In the last 10 years, nearly 500 Camden children have passed through the Early Learning Research Academy's (ELRA)  pre-school program. The youngsters were housed either in rented space at LEAP Academy Charter School or in modular trailers on Rutgers’ campus. 

But all that changes in July. 

This summer, Rutgers–Camden will open the Knight ELRA building – a three-story, 12,000-foot learning and research

groundbreaking
center for children from birth to age 5 – and give these students the permanent school they have waited for. 

“Students are already really psyched about it,” said Emily Meredith, director of instruction for ELRA. “I think they are excited and proud because they know this building is for them.” 

The children have kept a close eye on the construction progress, making weekly visits to the building site and interacting with workers like “Mr. Tony” and “Mr. Steve.”  During one early visit, one student said, incredulously, “This is a lot of work.” 

“It was great for them to have the opportunity to see the construction,” said ELRA pre-school teacher Carrie O’Connor.  “I think that was important for them to see that doing something well and making something beautiful takes a lot of hard work.” 

For the Rutgers' Center for Strategic Urban Community Leadership (CSUCL), the foundation of that hard work extends as far back as 2001, when the ELRA program began providing full-day preschool education to 45 3-and 4-year old children in Camden City.  In addition to literacy, math, and social development, the program provides dual-language learning that involves instruction three days a week completely in Spanish. 

“The program is working.  Students are learning through routine and are constantly encouraged to speak as they develop their vocabulary,” said Meredith, who believes the new building will only improve students’ progress. 

ELRA’s early success, including an expansion from 45 to 90 students in 2005, led the Rutgers CSUCL to begin plans for its own building to reach children younger than 3.  Since then, the CSUCL has fundraised $3.5 million for the ELRA building, which will be built in two phases. 

Phase One will create space for 30 pre-schoolers and allow the CSUCL to launch its new Infant and Toddler literacy and development program, which will service 12 infants and 20 toddlers (age 6-months to 3) and increase their exposure to language and build their literacy.

“We have to reach students at an even earlier age and set them on the path to college,” said Rutgers professor Gloria Bonilla-Santiago, who is the director of the CSUCL and ELRA.  “ELRA provides a way to engage children in essential learning in order to erase the urban achievement deficit while tracking their lifelong academic progress.”

Santiago said the new ELRA building is part of the Rutgers CSUCL’s larger vision to create a birth-to-16 “educational pipeline” in Camden.  In that vision, she said, a Camden City child enrolls at ELRA, continues on to LEAP Academy (K-12), and earns a bachelor’s degree, and potentially an advanced degree, at Rutgers. 

She hopes that pipeline – and the research produced in ELRA’s childhood study labs – can become a national model and influence hundreds of educators and policymakers and thousands of children.

“We need to reach more than just 122 kids in Camden.  We need all children to have an equal opportunity,” said ELRA preschool teacher Maritza Lopez, a former kindergarten teacher who has seen the benefits of early childhood education. 

“ELRA shows that children can learn at an early age,” said Maritza.  “The sooner you start teaching them, the more they will love to learn, and if we can make it easy for them to love learning they will carry that with them forever.”

The first step begins this fall, when the first group of pre-schoolers look up at their new building and see the iron-cast letters E-L-R-A donning the facade. 

“It will be nice to have a home of our own,” said Meredith.  “This is our building.”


**DESCRIPTION OF THE TASK:**
Give the number of lines in the data below containing the word "Fall", with no other text.

(Page and application data records)
- - - -

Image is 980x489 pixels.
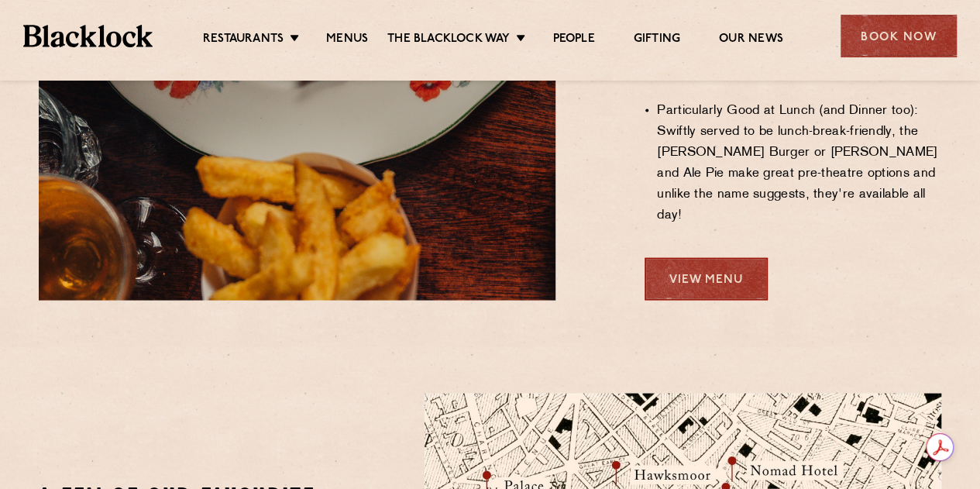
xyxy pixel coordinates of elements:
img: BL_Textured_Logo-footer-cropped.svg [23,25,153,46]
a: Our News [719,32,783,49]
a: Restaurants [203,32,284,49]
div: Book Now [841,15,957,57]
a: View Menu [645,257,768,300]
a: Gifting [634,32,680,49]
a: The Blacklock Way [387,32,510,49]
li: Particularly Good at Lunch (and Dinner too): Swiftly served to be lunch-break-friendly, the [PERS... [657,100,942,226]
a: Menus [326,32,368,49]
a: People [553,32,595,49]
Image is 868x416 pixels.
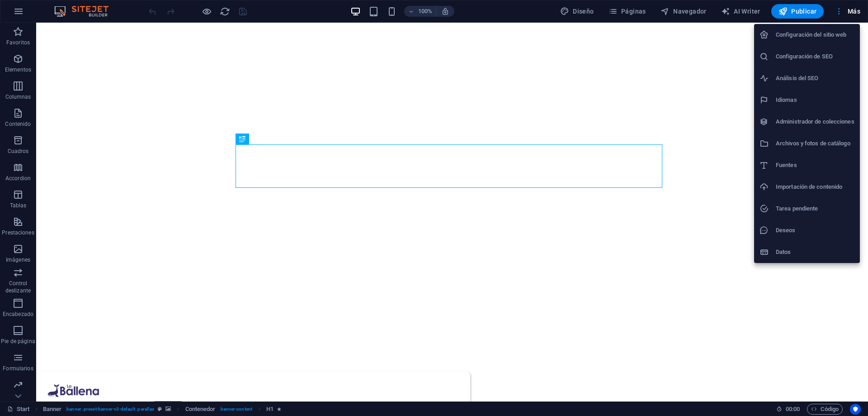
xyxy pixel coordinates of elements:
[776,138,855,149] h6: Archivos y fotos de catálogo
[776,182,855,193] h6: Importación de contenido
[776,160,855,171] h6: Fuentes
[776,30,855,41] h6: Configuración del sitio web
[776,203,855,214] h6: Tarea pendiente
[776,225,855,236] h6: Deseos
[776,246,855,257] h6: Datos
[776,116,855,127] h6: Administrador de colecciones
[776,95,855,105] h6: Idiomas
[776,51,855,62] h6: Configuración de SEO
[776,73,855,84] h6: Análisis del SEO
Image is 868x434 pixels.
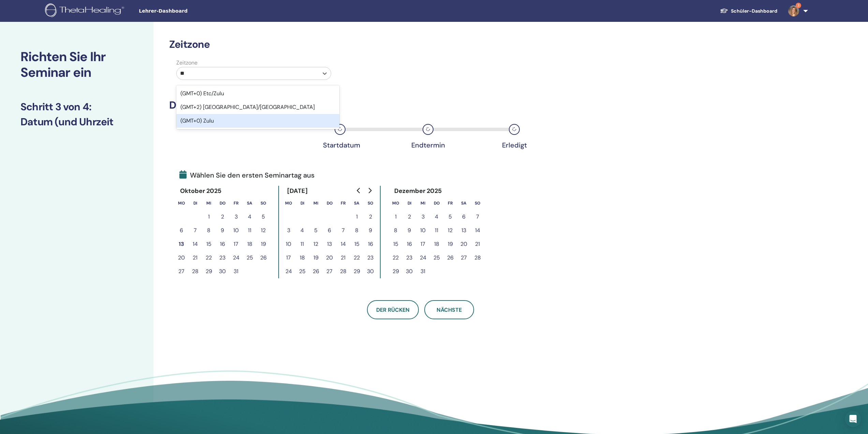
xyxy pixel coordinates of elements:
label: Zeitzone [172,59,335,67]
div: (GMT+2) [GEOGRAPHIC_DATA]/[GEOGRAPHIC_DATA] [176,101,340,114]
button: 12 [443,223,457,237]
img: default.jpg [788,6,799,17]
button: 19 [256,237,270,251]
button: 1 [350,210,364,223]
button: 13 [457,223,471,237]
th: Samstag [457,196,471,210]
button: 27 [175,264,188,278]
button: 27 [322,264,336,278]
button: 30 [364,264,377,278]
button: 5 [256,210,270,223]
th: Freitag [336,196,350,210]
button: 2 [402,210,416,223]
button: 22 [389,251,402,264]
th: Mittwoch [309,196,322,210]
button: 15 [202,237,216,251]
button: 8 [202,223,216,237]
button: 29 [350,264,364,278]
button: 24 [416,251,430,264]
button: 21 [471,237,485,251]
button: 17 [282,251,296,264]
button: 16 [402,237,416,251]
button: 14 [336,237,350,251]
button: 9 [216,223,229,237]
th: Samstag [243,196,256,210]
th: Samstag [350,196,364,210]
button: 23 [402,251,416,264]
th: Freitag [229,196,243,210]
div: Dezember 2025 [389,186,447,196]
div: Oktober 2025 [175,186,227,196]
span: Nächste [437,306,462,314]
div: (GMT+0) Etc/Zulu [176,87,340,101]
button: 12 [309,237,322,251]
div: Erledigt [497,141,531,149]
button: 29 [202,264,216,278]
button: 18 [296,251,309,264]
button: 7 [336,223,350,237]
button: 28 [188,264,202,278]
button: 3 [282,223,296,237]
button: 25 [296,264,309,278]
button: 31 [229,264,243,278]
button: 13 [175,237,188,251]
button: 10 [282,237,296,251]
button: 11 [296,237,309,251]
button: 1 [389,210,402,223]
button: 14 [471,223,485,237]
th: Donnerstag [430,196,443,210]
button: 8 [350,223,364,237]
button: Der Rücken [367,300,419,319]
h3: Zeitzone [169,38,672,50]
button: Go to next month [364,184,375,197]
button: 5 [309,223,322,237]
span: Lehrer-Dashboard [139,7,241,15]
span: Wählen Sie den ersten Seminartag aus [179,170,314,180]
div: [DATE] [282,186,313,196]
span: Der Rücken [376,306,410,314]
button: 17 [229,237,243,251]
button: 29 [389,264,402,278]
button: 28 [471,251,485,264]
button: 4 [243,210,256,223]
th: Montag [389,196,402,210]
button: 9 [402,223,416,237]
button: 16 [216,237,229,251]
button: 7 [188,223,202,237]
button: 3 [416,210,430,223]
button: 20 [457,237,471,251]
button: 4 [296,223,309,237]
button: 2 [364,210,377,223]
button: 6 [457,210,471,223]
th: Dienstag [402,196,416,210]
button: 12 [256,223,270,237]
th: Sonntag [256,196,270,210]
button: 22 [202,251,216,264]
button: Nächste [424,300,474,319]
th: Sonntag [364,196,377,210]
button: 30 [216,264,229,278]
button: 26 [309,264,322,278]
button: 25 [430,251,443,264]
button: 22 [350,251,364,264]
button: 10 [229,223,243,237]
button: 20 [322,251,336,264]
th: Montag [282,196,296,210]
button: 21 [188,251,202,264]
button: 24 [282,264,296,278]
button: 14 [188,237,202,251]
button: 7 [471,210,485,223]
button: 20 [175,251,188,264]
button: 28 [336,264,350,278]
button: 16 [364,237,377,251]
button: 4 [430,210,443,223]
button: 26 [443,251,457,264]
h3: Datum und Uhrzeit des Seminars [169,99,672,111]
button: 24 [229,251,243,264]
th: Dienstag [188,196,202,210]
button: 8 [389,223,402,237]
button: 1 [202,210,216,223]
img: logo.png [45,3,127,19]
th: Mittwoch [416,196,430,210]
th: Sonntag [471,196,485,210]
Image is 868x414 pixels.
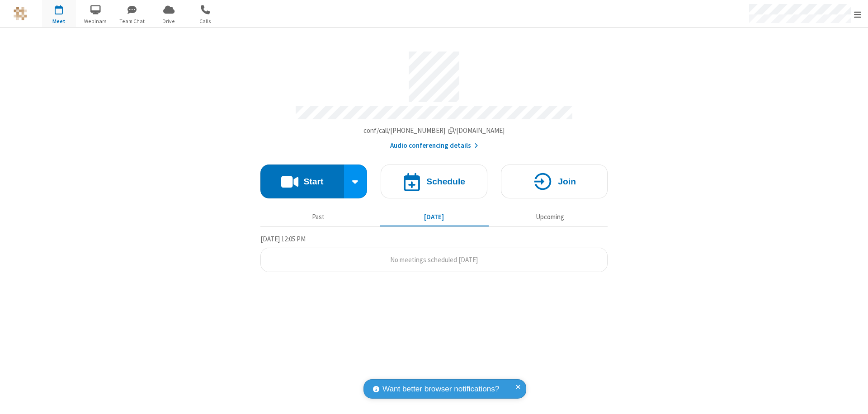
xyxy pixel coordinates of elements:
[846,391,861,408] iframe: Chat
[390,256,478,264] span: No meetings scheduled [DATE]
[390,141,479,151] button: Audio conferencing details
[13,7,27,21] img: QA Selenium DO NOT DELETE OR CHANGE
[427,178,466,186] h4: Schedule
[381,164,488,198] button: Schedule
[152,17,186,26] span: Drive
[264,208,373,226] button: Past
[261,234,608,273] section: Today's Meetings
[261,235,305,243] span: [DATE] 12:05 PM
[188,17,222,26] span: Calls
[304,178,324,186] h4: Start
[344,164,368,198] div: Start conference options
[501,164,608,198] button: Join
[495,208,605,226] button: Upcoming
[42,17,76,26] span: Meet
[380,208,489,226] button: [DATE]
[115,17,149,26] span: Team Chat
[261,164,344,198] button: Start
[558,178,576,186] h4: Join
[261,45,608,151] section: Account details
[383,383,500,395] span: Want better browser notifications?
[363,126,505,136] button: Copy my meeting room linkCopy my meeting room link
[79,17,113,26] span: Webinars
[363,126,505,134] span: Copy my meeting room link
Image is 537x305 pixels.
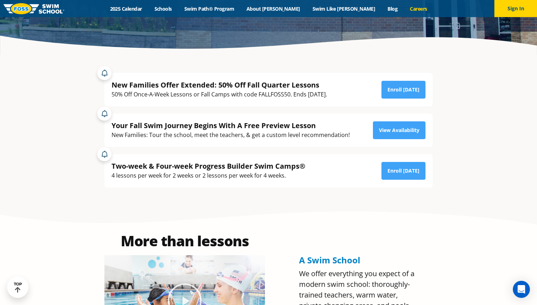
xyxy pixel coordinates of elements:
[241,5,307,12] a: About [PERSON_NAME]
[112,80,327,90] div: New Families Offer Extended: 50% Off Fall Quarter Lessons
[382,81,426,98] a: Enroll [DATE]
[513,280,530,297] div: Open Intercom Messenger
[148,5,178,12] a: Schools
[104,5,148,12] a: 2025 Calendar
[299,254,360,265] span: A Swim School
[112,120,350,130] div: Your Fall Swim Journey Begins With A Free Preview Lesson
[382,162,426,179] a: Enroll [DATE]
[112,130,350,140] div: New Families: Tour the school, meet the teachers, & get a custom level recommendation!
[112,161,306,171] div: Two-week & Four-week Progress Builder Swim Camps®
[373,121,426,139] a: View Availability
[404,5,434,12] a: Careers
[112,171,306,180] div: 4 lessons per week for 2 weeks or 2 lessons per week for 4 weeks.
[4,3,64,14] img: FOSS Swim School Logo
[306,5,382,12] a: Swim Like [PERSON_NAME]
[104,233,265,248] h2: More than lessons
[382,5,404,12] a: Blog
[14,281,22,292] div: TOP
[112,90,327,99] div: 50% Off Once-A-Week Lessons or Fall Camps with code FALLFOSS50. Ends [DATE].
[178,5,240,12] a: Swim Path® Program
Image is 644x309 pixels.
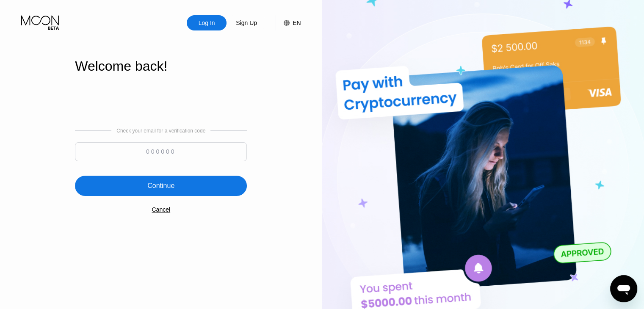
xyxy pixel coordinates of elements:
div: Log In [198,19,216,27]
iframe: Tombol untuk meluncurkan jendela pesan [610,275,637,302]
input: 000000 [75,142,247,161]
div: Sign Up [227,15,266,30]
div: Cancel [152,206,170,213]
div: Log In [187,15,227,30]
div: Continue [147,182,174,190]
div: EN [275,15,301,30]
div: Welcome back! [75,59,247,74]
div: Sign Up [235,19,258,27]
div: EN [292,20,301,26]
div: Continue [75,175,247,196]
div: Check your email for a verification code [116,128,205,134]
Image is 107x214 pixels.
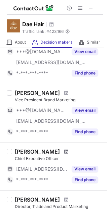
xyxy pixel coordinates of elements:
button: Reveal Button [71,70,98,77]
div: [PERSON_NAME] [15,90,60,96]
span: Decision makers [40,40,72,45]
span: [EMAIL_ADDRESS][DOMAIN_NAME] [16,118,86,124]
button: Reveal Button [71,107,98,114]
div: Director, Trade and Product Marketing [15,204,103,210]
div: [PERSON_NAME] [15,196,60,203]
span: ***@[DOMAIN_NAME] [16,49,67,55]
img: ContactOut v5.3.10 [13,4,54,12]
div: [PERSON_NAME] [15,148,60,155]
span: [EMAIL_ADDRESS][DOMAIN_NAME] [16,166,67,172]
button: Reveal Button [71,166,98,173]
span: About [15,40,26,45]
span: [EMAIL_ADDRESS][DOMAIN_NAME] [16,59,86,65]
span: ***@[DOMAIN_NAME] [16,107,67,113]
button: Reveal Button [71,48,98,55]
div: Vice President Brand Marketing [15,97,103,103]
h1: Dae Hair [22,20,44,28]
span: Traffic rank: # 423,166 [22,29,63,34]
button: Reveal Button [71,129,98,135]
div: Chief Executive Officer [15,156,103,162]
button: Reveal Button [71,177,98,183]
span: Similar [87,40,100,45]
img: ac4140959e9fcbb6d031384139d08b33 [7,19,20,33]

- - - -

**RESPONSE TO THE EXERCISE:**
3